On 29/05/2025 00.30, Alex Xu wrote:
I tried running your exact command and got the same result. Dropped frame
173 and a later duplicated frame.
I've attached 15 frames here of the results.
https://drive.google.com/drive/folders/139rjLqsxIuAO_3yzVNe4dD7-gI9YPRgn?usp=drive_link
I've attached 5 frames each of the original input, using detelecine, and
using fieldmatch+decimate with your command.
Thanks for those pictures. They make this a little easier.
First, some preparation:
This section of detelecine is:
[Cd][Dd][Aa][Bb][Bc] -> [Cc][Dd][Aa][Bb]
From input.mkv:
Frame 215 @ 7.174 =input-0001.png [Cd]
Frame 216 @ 7.207 =input-0002.png [Dd]
Frame 217 @ 7.241 =input-0003.png [Aa]
Frame 218 @ 7.274 =input-0004.png [Bb]
Frame 219 @ 7.307 =input-0005.png [Bc]
Now, the results:
ffmpeg^
-i input.mkv^
-vf fieldmatch,decimate^
-c:a aac^
-c:v libx264^
output.mkv
Honestly, from the command line above, I'm getting
exactly what you got using 'detelecine'. Look:
Frame 172 @ 7.174 =detelecine1.png [Cc]
Frame 173 @ 7.215 =detelecine2.png [Dd]
Frame 174 @ 7.257 =detelecine3.png [Aa]
Frame 175 @ 7.299 =detelecine4.png [Bb]
No missing frame, no repeated frame.
I have no idea why your FFmpeg is different.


- WHAT NEEDS TO BE DONE -
Gather each line of the records where "upper" appears.

- INPUT DATA -
——————
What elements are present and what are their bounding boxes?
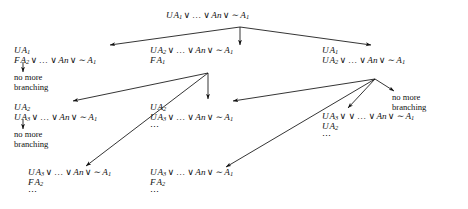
formula-line: UA3∨…∨An∨∼A1: [14, 113, 97, 123]
level1-middle-node: UA2∨…∨An∨∼A1FA1: [150, 46, 233, 66]
continuation-ellipsis: ⋯: [150, 188, 233, 197]
edge-right-fan-down: [348, 79, 375, 108]
edge-mid-fan-to-l2-left: [73, 73, 208, 101]
formula-line: FA2: [150, 178, 233, 188]
no-more-branching-left-upper: no morebranching: [14, 73, 48, 92]
no-more-branching-left-lower: no morebranching: [14, 130, 48, 149]
level3-left-node: UA3∨…∨An∨∼A1FA2⋯: [28, 168, 111, 197]
formula-line: UA2∨…∨An∨∼A1: [150, 46, 233, 56]
formula-line: UA3∨∨…∨An∨∼A1: [322, 112, 414, 122]
continuation-ellipsis: ⋯: [150, 123, 233, 132]
formula-line: FA2: [28, 178, 111, 188]
no-more-branching-right: no morebranching: [392, 93, 426, 112]
note-line-2: branching: [14, 83, 48, 93]
formula-line: UA1∨…∨An∨∼A1: [166, 11, 249, 21]
level2-right-node: UA3∨∨…∨An∨∼A1UA2⋯: [322, 112, 414, 141]
edge-root-to-right: [240, 27, 371, 45]
level3-middle-node: UA3∨…∨An∨∼A1FA2⋯: [150, 168, 233, 197]
formula-line: UA3∨…∨An∨∼A1: [150, 113, 233, 123]
continuation-ellipsis: ⋯: [322, 132, 414, 141]
edge-right-fan-to-l2-left: [233, 79, 375, 101]
note-line-2: branching: [392, 103, 426, 113]
formula-line: UA2∨…∨An∨∼A1: [322, 56, 405, 66]
note-line-2: branching: [14, 140, 48, 150]
root-node: UA1∨…∨An∨∼A1: [166, 11, 249, 21]
level2-middle-node: UA2UA3∨…∨An∨∼A1⋯: [150, 103, 233, 132]
level1-right-node: UA1UA2∨…∨An∨∼A1: [322, 46, 405, 66]
level2-left-node: UA2UA3∨…∨An∨∼A1: [14, 103, 97, 123]
continuation-ellipsis: ⋯: [28, 188, 111, 197]
formula-line: UA3∨…∨An∨∼A1: [150, 168, 233, 178]
formula-line: UA2: [322, 122, 414, 132]
edge-root-to-left: [110, 27, 240, 45]
edge-right-fan-to-note: [375, 79, 394, 91]
formula-line: FA1: [150, 56, 233, 66]
level1-left-node: UA1FA2∨…∨An∨∼A1: [14, 46, 96, 66]
formula-line: FA2∨…∨An∨∼A1: [14, 56, 96, 66]
formula-line: UA3∨…∨An∨∼A1: [28, 168, 111, 178]
tableau-figure: UA1∨…∨An∨∼A1UA1FA2∨…∨An∨∼A1UA2∨…∨An∨∼A1F…: [0, 0, 468, 209]
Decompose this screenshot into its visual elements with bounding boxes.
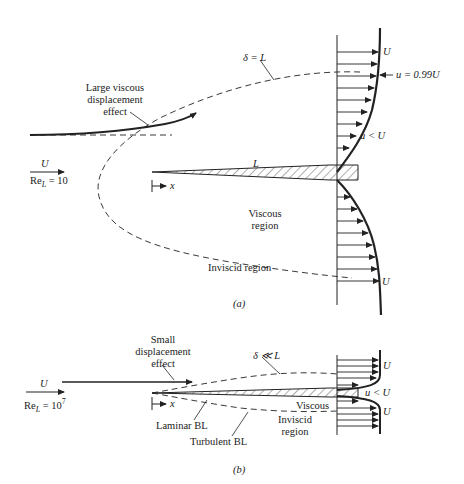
x-axis-label-b: x [170, 398, 175, 410]
annotation-line-3: effect [80, 106, 150, 118]
inviscid-region-label-a: Inviscid region [208, 262, 271, 274]
annotation-line-1: Small [128, 334, 198, 346]
re-sub: L [36, 405, 40, 414]
reynolds-label-a: ReL = 10 [30, 175, 68, 191]
delta-label-b: δ ≪ L [253, 350, 280, 362]
plate-length-label: L [253, 158, 259, 170]
laminar-bl-label: Laminar BL [156, 420, 208, 432]
re-value: = 10 [43, 400, 62, 411]
reynolds-label-b: ReL = 107 [24, 396, 66, 416]
freestream-label-b: U [40, 378, 48, 390]
delta-label-a: δ = L [243, 52, 266, 64]
inviscid-line-2: region [270, 426, 320, 438]
boundary-layer-figure: Large viscous displacement effect U ReL … [0, 0, 464, 484]
small-displacement-annotation: Small displacement effect [128, 334, 198, 370]
profile-inner-label-b: u < U [365, 387, 390, 399]
edge-velocity-label: u = 0.99U [396, 69, 440, 81]
inviscid-line-1: Inviscid [270, 414, 320, 426]
turbulent-bl-label: Turbulent BL [190, 436, 247, 448]
viscous-line-1: Viscous [235, 208, 295, 220]
annotation-line-1: Large viscous [80, 82, 150, 94]
velocity-profile-lower-a [337, 180, 381, 315]
large-displacement-annotation: Large viscous displacement effect [80, 82, 150, 118]
velocity-profile-lower-b [337, 396, 380, 434]
re-value: = 10 [49, 175, 68, 186]
caption-a: (a) [233, 298, 245, 310]
viscous-line-2: region [235, 220, 295, 232]
profile-bottom-label-a: U [382, 276, 390, 288]
profile-top-label-b: U [383, 360, 391, 372]
inviscid-region-label-b: Inviscid region [270, 414, 320, 438]
re-exponent: 7 [62, 397, 66, 406]
flat-plate-b [152, 388, 358, 397]
re-text: Re [30, 175, 42, 186]
profile-top-label-a: U [383, 46, 391, 58]
velocity-profile-upper-b [337, 350, 380, 390]
viscous-label-b: Viscous [296, 400, 329, 412]
x-axis-label-a: x [170, 180, 175, 192]
profile-bottom-label-b: U [383, 406, 391, 418]
re-text: Re [24, 400, 36, 411]
annotation-line-3: effect [128, 358, 198, 370]
caption-b: (b) [233, 464, 245, 476]
annotation-line-2: displacement [128, 346, 198, 358]
annotation-line-2: displacement [80, 94, 150, 106]
freestream-label-a: U [41, 158, 49, 170]
re-sub: L [42, 180, 46, 189]
viscous-region-label-a: Viscous region [235, 208, 295, 232]
diagram-graphics [0, 0, 464, 484]
profile-inner-label-a: u < U [360, 130, 385, 142]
——————
- TASK ANSWER -
no-more-branching-left-upper: no morebranching: [14, 73, 48, 92]
velocity-profile-upper-b [337, 350, 380, 390]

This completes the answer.